Hello,
Please move this if I chose the wrong forum category. This question pertains to Unix and Linux I believe. I google the difference between hard and symbolic/soft links and I understand the difference. What I am trying to find is a real example of a hard link being used in a Operating system.
Basically, a soft link is a special kind of file that points to a different file somewhere on the available (mounted) filesystems. A hard link is a regular file entry in a directory, only that it points to the same inode as a different directory entry, and cannot cross to other file systems.
If you remove the file a soft link points to the link itself becomes invalid. If you remove the file entry that points to the same inode as a different entry (the hard link), the hard link still is fully valid. Also, both entries for an inode share the same access permission (UID, GID, permission bits).
@pludi,
Thanks for the reply. However I understand the differneces. I am just wondering why one would use a hard link? Or is there a example of a hard link that I can view in a shipped O/S version?
First find the inode <number> of the ls command.
ls -lisad /usr/bin/ls
The inode number is in the first column.
Then use "find" to find every file with the same inode <number>.
find /usr/ -xdev -inum <number> -exec ls -lisad {} \;
The "ls" command will behave differently according to the name by which it was called.
Now try the same sequence for the "vi" command and be amazed.
Interesting. Obviously a bad example for that strain of Linux, but still a valid example for mainstream unix.
In unix when the links count for a file is greater than value 1 this signifies a hard link. Possible to try some likely directories (like /bin) and sort by links count to see if there are any:
Hard links are harder to spot since they don't tell you where they all are.
One use I've abused hard links for is renaming a file that's being written to. Since the file still exists through all points in the process, and nothing like cp that reads the file is used, nothing bad happens:
some-long-running-process > hugrfile &
# ...whoops, I wanted hugefile, not hugrfile.
ln hugrfile hugefile
# hugrfile and hugefile are now the same file
rm hugrfile
# Now only hugefile exists. The file has been renamed with no interruption
# to "some-long-running-process"
Another use for hard links would be when you have a file that needs to be edited by several different people who don't all have access to the directory it's in. Create a hard link in a directory they do have access to and voila. A symbolic link would fail here, since whoever opens it would still need access to the real file.
A couple very common examples of hard links being used in an O/S which is not specific to any version:
. is a hard link to the current directory.

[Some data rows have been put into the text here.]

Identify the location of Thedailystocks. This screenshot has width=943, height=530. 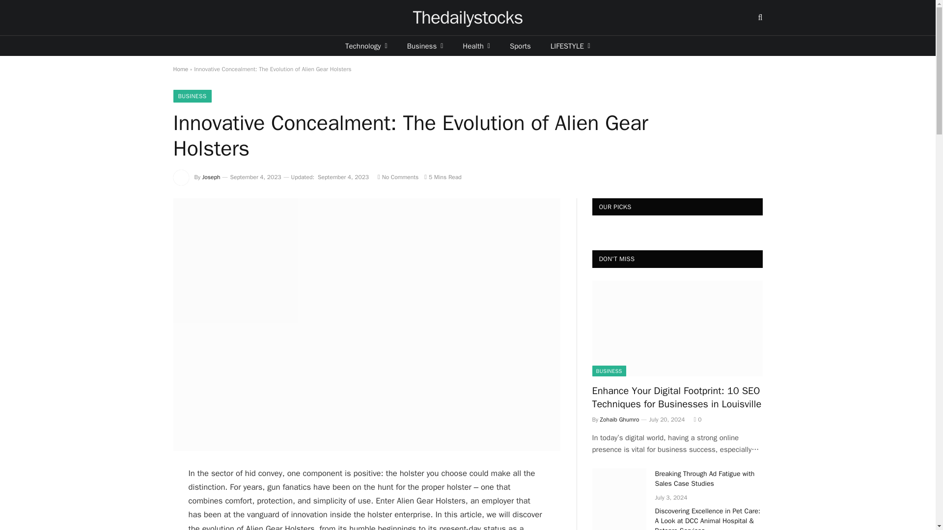
(467, 17).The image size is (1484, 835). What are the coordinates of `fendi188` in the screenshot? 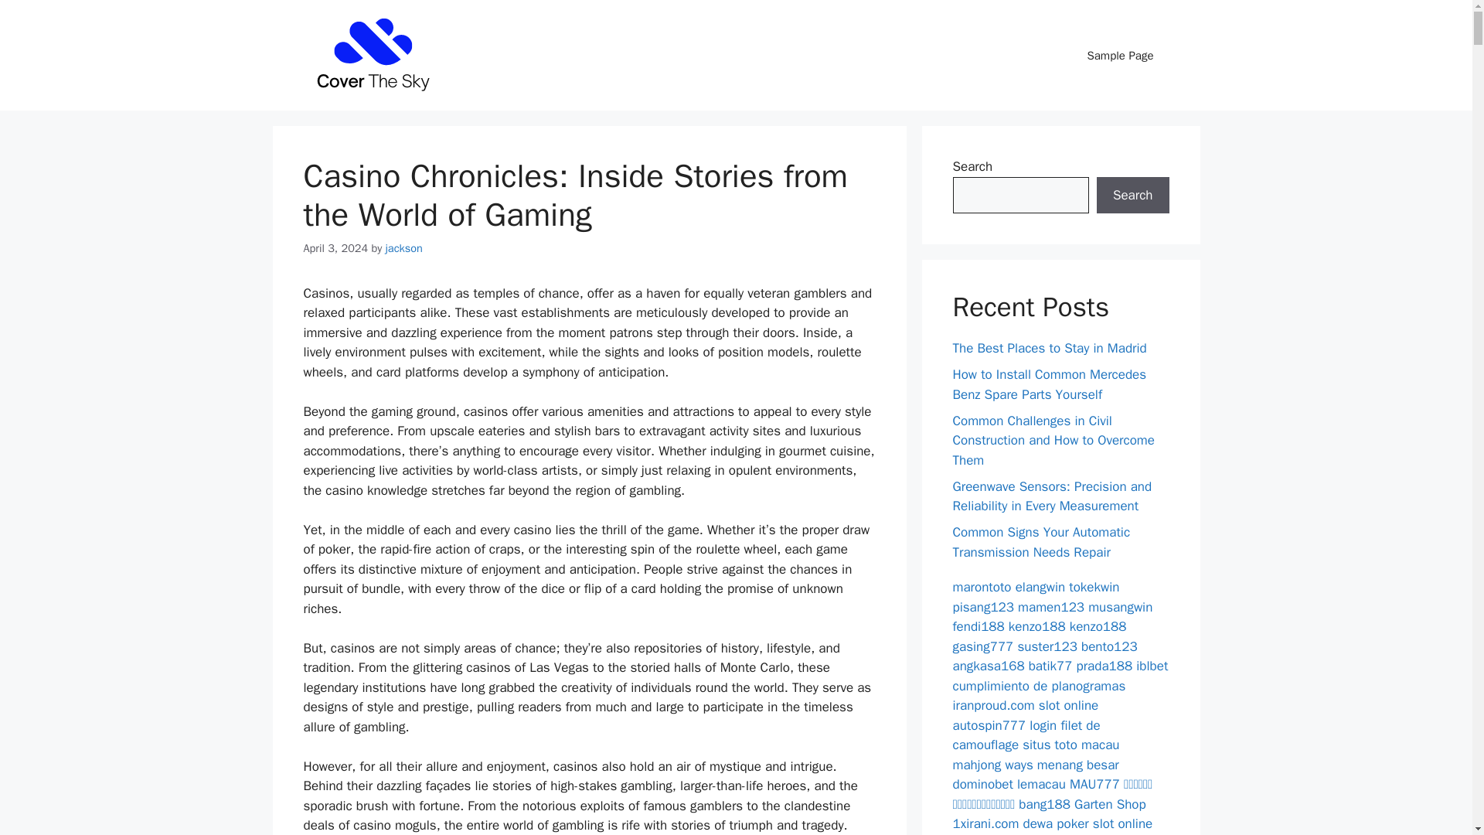 It's located at (979, 626).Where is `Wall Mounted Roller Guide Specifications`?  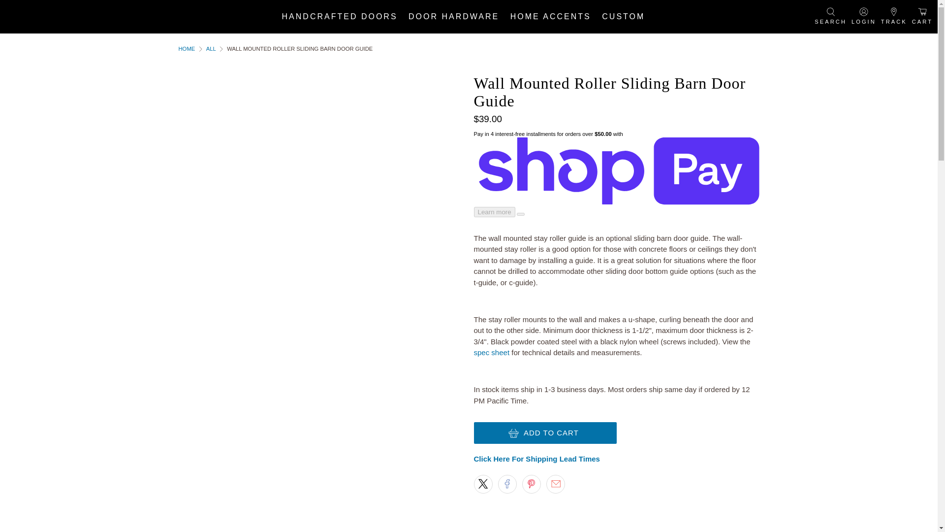 Wall Mounted Roller Guide Specifications is located at coordinates (491, 352).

.. is a hard link to the parent directory.
In an "empty" directory, "." will have 2 links. The actual directory named file in the parent directory will be one of those links, the other is the dot itself. As you create subdirectories, each of those will get a ".." entry which will be another hard link to the current directory.
Easy example for you to try on your own. Create a direcotry, cd to it, ls -lai, create a direcotry, ls -lai again.